Full of talent, ego, ambition and invention, the hilltop colony vibrated, thrummed, practically levitated with around-the-clock creativity. It has sheltered and nurtured over 3,000 artists in its time; among them are winners of the National Book Award, the Pulitzer Prize, and the MacArthur genius award. The writer in the studio next to mine was putting the finishing touches on a novel that would become a play on Broadway (Wicked). There was a cross-dresser among us, and one artist who painted in his own blood, puncturing his veins daily and collecting fluid in a vial. I wondered if my scarlet letter, “M” for Mother, showed and felt sure I was the only one in that heady Camelot who could be counted on for cupcakes and carpools at home.
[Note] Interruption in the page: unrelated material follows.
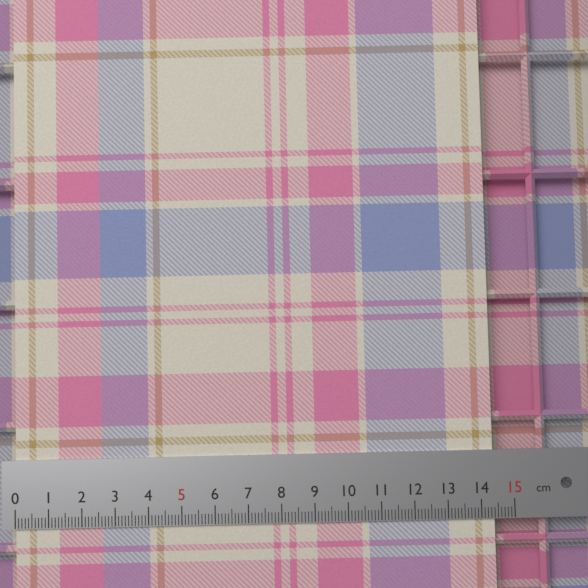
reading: 14.4 cm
During those two weeks, I concentrated by day on a collection of poetry I had assembled over the years; evenings, I spent in the colony’s darkroom, working on a series of black-and-white photographs that were published in book form three years later. But mostly, I worked on myself. Or the place worked on me, in ways I could not have anticipated.
It’s funny when you at last get what you think you want. My two weeks in that greener grass were cool, productive, and revelatory. I reworked poems, printed photographs, took walks, naps, talked, thought, and read, read, read. I played poker a couple of nights with the other artists, attended occasional readings, visited open studios, and made a few friends.
But I also crept down to the basement several times and used the pay phone to call home and reconnect. Once again, the emotionally wise tyranny of biology had kicked in. To my surprise, I found that I missed — ached for — the messy complications of life, the interruptions, and the human encumbrances. In a word, I missed my family. I’d underestimated the ballast that they were in my life; I’d not understood how they enhanced, rather than subtracted from my work; I’d not realized that through being part of a family, I had fundamentally changed. The girl with the lazy eye, the competent parent, the bookworm, the artist, the community member, the carpool driver — I knew I was, without contradiction, all these people. Identity, as I finally came to understand at the writer’s colony, is not a case of either/or but rather of both/and. On that hilltop, I realized I’d grown up, and my personae had fused. I had, at last, become motherwriter.